I currently have a library of 512wx512hx72dpi png files used for icons in web and mobile apps. I want to convert them to svg then scale them to final size (80x80) for mobile app menu. Yes, I would like a tool to work in batch if possible. The problem I am seeing is that any svg file that I have converted, using Photoshop export, or Inkscape, I can scale the resulting svg adequately, but the "drawing" or workspace remains the original size. When I open the svg in a browser, like chrome, I see a large 512x512 workspace and a tiny 80x80 graphic, usually located in the lower left corner of the drawing space in the browser. This makes it impossible to use unless I can get rid of the drawing or at least make it the same size as the scaled graphics.
2 Answers
Open the SVG document in a Web document editor (a UTF-8 text editor that saves files with Unix line endings.)

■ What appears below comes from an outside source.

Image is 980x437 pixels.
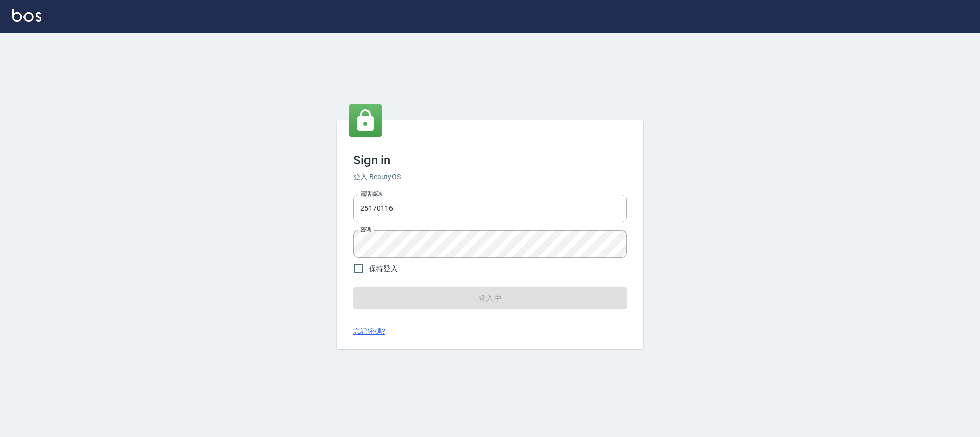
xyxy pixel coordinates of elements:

You will see an svg tag that has width, height, and viewBox attributes:
<svg version="1.1" xmlns="http://www.w3.org/2000/svg" xmlns:xlink="http://www.w3.org/1999/xlink" x="0" y="0" width="960" height="540" viewBox="0, 0, 960, 540">
… those are the attributes you want to change to change how your SVG document displays in a browser. You can find lots of documentation of these attributes and how they affect the display of an SVG.
You can change these attributes in a batch way by doing a multiple-file find and replace of your SVG documents in the same way you would do a find and replace across multiple HTML documents in almost any Web document editor.
If you are tracing your bitmap images in Inkscape, it may be the case that the trace tool in Inkscape works in a batch fashion from bash. If not, you may be able to get a standalone version of that tracing tool that does, or another tracing tool that does.
Something to consider, though, is looking for native SVG replacements for these icons. There are a lot of free and low-price stock SVG icons for Web pages. The quality of their SVG formatting will likely be better than your traced output. If you take a natively-drawn SVG and convert to PNG and then trace that PNG to SVG and compare those 2 SVG files, the natively-drawn SVG might be 1/10th the size. That means not only 1/10th the download speed but also 1/10th the rendering speed. For icons you might be using on every page, that can be a significant difference.
Do you have illustrator? Export as svg after placing to size. Create the document at 72dpi and make your boxes 80x80. Make sure, when you're exporting, to use link if you plan on uploading both the original png to the image folder on the site or, if you don't plan on that, don't click link and you'll have less files but results for retina screens vary. Something to think about.
Let me know more info and maybe screenshots.